The housing sector has provided an unprecedented degree of support to the U.S. economy during the past year, but things are about to change. The very success of housing will soon provoke a slowdown, and a rising interest rate structure will seal the deal.
The housing sector obviously has feasted on the low and falling long-term interest rates of recent years and the Fed’s hikes in short-term rates after mid-2004 did little damage to the adjustable-rate mortgage market as most lenders discounted initial rates on ARMs and many issued highly aggressive forms of ARMs -- the “exotic” types that concern Fed Chairman Greenspan. These types of loans fueled speculative purchases of single-family homes and condo units, and those purchases helped fuel the double-digit increases in home prices recorded in recent times.
Our housing forecast depicts a changing balance in the markets, largely because of affordability problems caused by the accumulation of large price increases as well by evolving conditions in housing finance. We believe that home sales and housing starts have been toying with cyclical highs in recent months and that a fade in market activity is about to develop.
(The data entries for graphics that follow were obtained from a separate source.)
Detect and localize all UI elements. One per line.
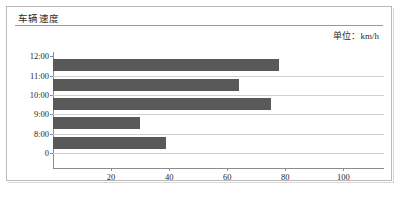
gridline xyxy=(53,95,384,96)
y-axis-tick-label: 0 xyxy=(45,148,49,158)
y-axis-tick-label: 11:00 xyxy=(30,71,49,81)
bar xyxy=(53,137,166,149)
y-axis-tick-label: 9:00 xyxy=(34,109,49,119)
x-axis-line xyxy=(53,168,384,169)
gridline xyxy=(53,76,384,77)
title-divider xyxy=(15,25,383,26)
x-axis-tick-mark xyxy=(111,168,112,171)
x-axis-tick-mark xyxy=(285,168,286,171)
plot-area: 12:0011:0010:009:008:000 xyxy=(53,52,317,168)
x-axis-tick-label: 40 xyxy=(165,172,174,182)
y-axis-tick-mark xyxy=(50,76,53,77)
x-axis-tick-mark xyxy=(169,168,170,171)
gridline xyxy=(53,114,384,115)
y-axis-tick-mark xyxy=(50,95,53,96)
y-axis-tick-label: 10:00 xyxy=(30,90,49,100)
y-axis-tick-mark xyxy=(50,153,53,154)
y-axis-tick-mark xyxy=(50,134,53,135)
bar xyxy=(53,79,239,91)
bar xyxy=(53,59,279,71)
y-axis-tick-mark xyxy=(50,114,53,115)
x-axis-tick-label: 20 xyxy=(107,172,116,182)
unit-label: 单位：km/h xyxy=(333,29,379,42)
y-axis-tick-label: 12:00 xyxy=(30,51,49,61)
chart-panel: 车辆速度 单位：km/h 12:0011:0010:009:008:000 20… xyxy=(6,6,392,181)
x-axis-tick-mark xyxy=(343,168,344,171)
x-axis-tick-label: 80 xyxy=(281,172,290,182)
gridline xyxy=(53,134,384,135)
bar xyxy=(53,117,140,129)
x-axis-tick-label: 100 xyxy=(337,172,350,182)
y-axis-tick-label: 8:00 xyxy=(34,129,49,139)
x-axis-tick-mark xyxy=(227,168,228,171)
page-title: 车辆速度 xyxy=(18,11,59,25)
gridline xyxy=(53,153,384,154)
y-axis-tick-mark xyxy=(50,56,53,57)
bar xyxy=(53,98,271,110)
x-axis-tick-label: 60 xyxy=(223,172,232,182)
The forecast shows modest declines in housing production in both 2006 and 2007, despite rebuilding activity in the wake of Katrina and Rita.
It seems clear that recent housing production and recent rates of house price appreciation have been unsustainable, and the production level we’re forecasting for 2007 is back within the long-term forecast range we’ve established for this decade. That range is based on estimates of demographics, net replacements and vacancies (including second homes) -- the trend factors that eventually win out.